What is being asked
All lines from the one containing "This screenshot has height=532, width=766." through the final line of the listing below, and no others, must be returned exactly; no pictures belong in the copy.

Data to process
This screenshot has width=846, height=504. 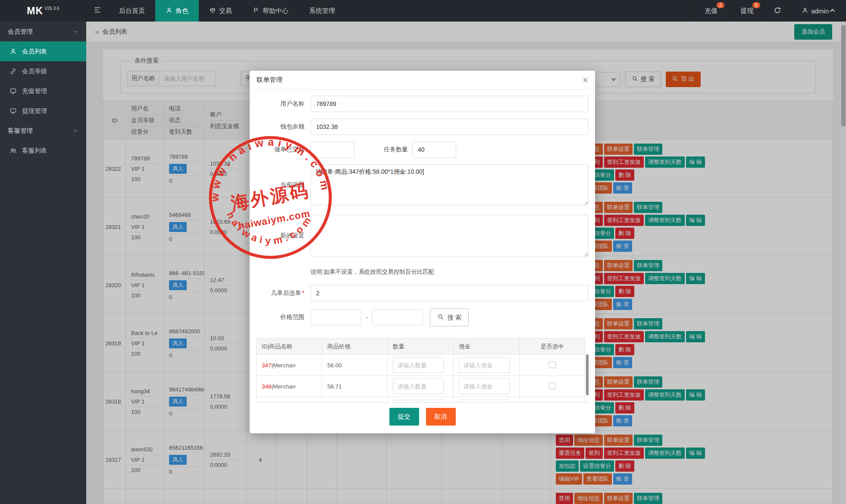 What do you see at coordinates (266, 386) in the screenshot?
I see `product-id: 346` at bounding box center [266, 386].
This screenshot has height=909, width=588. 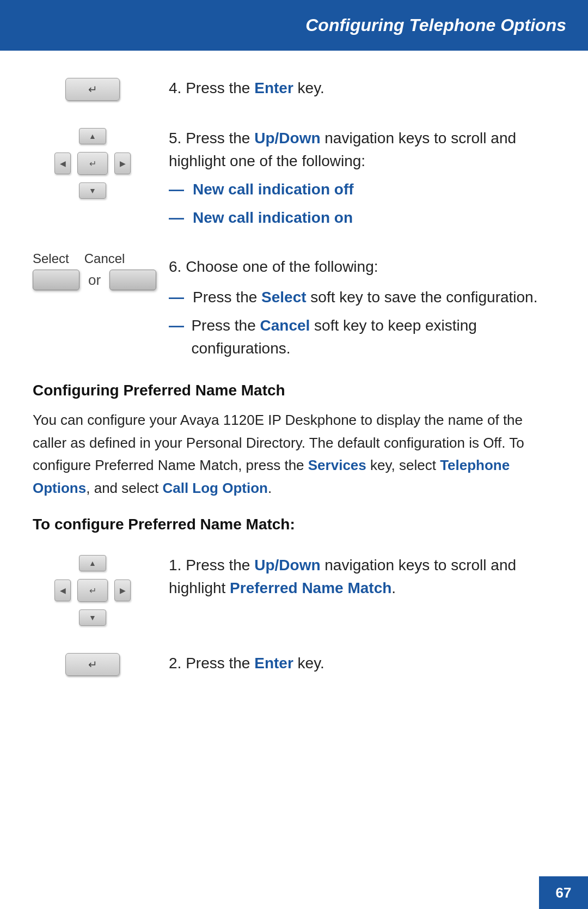 What do you see at coordinates (175, 88) in the screenshot?
I see `step-4-number: 4.` at bounding box center [175, 88].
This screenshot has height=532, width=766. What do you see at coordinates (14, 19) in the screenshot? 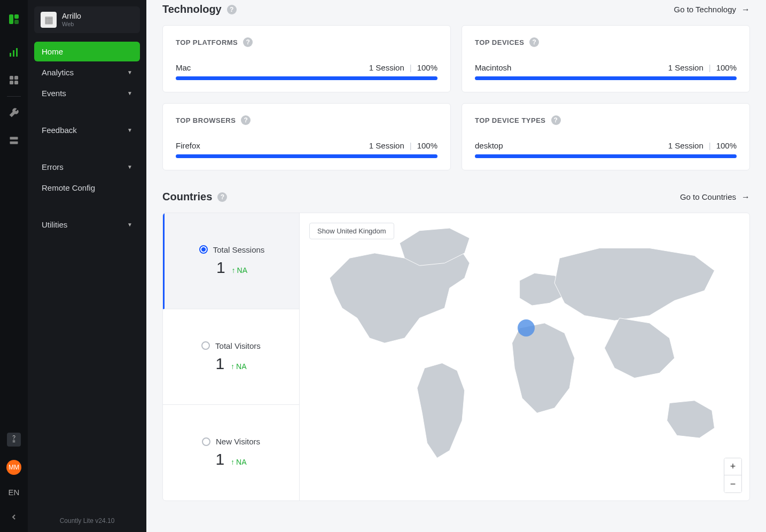
I see `logo-icon` at bounding box center [14, 19].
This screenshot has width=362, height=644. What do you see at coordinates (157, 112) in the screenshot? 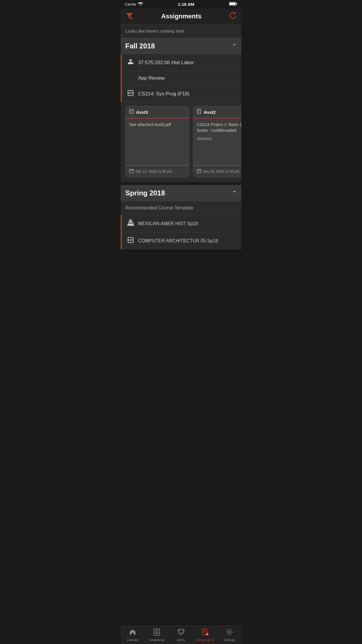
I see `asst3-header: Asst3` at bounding box center [157, 112].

Output below
This screenshot has height=532, width=766. What do you see at coordinates (14, 19) in the screenshot? 
I see `logo-icon` at bounding box center [14, 19].
This screenshot has width=362, height=644. What do you see at coordinates (157, 112) in the screenshot? 
I see `asst3-header: Asst3` at bounding box center [157, 112].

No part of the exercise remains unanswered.